Home Latest News Imran Khan Vows to Challenge India’s Kashmir Move

Imran Khan Vows to Challenge India’s Kashmir Move

by AFP

Courtesy PID

Pakistan’s prime minister warns situation could spiral out of control without international intervention

Prime Minister Imran Khan vowed on Tuesday to challenge at the U.N. Security Council New Delhi’s decision to strip India-Occupied Kashmir of its special autonomy, a move he warned could provoke conflict in the region.

Khan gave a forceful rebuke of Prime Minister Narenda Modi’s Monday decision to scrap the special status granted to the India-occupied part of Kashmir from India’s constitution in front of a joint-session of Parliament in Islamabad.

“I want to make it clear that we will fight this issue on every forum, [including] at the U.N. Security Council,’ said Khan, who also promised to raise the issue with heads of state and take the matter to the International Criminal Court.

Khan demanded action from the global community as he accused Modi of violating international law in pursuit of an anti-Muslim agenda in India. “If the world does not act today… [if] the developed world does not uphold its own laws, then things will go to a place that we will not be responsible for,” Khan added.

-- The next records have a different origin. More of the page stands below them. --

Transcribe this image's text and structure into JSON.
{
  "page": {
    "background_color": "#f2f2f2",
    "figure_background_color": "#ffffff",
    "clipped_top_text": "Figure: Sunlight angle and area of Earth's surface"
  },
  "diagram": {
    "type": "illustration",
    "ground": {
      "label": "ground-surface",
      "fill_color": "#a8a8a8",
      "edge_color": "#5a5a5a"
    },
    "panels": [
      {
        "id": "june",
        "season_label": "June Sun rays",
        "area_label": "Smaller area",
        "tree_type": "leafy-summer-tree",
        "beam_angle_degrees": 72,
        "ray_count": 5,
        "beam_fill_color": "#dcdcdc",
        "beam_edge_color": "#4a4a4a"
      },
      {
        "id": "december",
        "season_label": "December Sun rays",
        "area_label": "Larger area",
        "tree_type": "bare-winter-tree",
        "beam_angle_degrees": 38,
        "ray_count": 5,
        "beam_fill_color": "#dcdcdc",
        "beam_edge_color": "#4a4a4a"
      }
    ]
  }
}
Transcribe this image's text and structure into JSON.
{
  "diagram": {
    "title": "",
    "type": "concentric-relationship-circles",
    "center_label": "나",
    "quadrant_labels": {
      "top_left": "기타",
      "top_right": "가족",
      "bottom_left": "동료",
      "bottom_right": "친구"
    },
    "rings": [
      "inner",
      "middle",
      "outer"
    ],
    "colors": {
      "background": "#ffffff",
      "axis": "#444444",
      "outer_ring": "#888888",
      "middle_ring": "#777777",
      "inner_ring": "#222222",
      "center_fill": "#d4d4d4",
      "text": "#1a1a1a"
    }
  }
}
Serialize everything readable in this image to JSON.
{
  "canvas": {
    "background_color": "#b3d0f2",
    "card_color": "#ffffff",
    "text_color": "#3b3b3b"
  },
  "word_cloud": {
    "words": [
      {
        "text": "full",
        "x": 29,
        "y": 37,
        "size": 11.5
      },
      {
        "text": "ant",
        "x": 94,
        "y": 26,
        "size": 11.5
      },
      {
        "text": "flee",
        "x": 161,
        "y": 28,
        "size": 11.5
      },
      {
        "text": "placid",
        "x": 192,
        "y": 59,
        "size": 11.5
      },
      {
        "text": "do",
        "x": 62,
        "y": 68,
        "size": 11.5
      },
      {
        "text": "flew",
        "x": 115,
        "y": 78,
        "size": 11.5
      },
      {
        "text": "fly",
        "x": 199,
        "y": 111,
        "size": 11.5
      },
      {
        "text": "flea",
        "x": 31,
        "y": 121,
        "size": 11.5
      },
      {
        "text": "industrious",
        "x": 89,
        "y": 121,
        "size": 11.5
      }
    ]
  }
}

He went on to warn that “there will be a reaction” from Kashmiris if India tries to “crush them,” likely leading to more violence in the region which in the past has brought the neighboring rivals close to conflict.

Pakistan’s military announced it “firmly stands” by Kashmiris following a meeting of the Army’s top commanders in Rawalpindi to discuss India’s move. “Pakistan Army firmly stands by the Kashmiris in their just struggle to the very end. We are prepared and shall go to any extent to fulfill our obligations in this regard,” General Qamar Javed Bajwa said, in a tweet sent by a military spokesman after the meeting. “Pakistan never recognized the sham Indian efforts to legalize its occupation” of the disputed mountainous region, spokesman Major General Asif Ghafoor said.

On Tuesday, an estimated 500 people demonstrated in Muzaffarabad, the largest city in Pakistan-administered Kashmir. “We want to tell India that Jammu and Kashmir is not the property of anyone. The people of Jammu and Kashmir will not sit quietly until they get their right to self-determination,” said protester Shamsher Khan.

Mass demonstrations were expected to kick off across the country after Friday prayers later this week.

The breathtaking Himalayan region of Kashmir has been disputed by India and Pakistan, who have fought two wars over the region, since independence in 1947. Earlier this year they came close to war yet again, after a militant attack in India-Occupied Kashmir in February was perpetrated by a local separatist but claimed by a group based in Pakistan, igniting tit-for-tat airstrikes.

Armed Kashmiri rebels and many residents have fought for the Muslim-majority region’s independence or to join Pakistan in an insurgency that has left tens of thousands dead.

Ahead of the announcements, tens of thousands of extra Indian troops were deployed in the territory and a security lockdown imposed.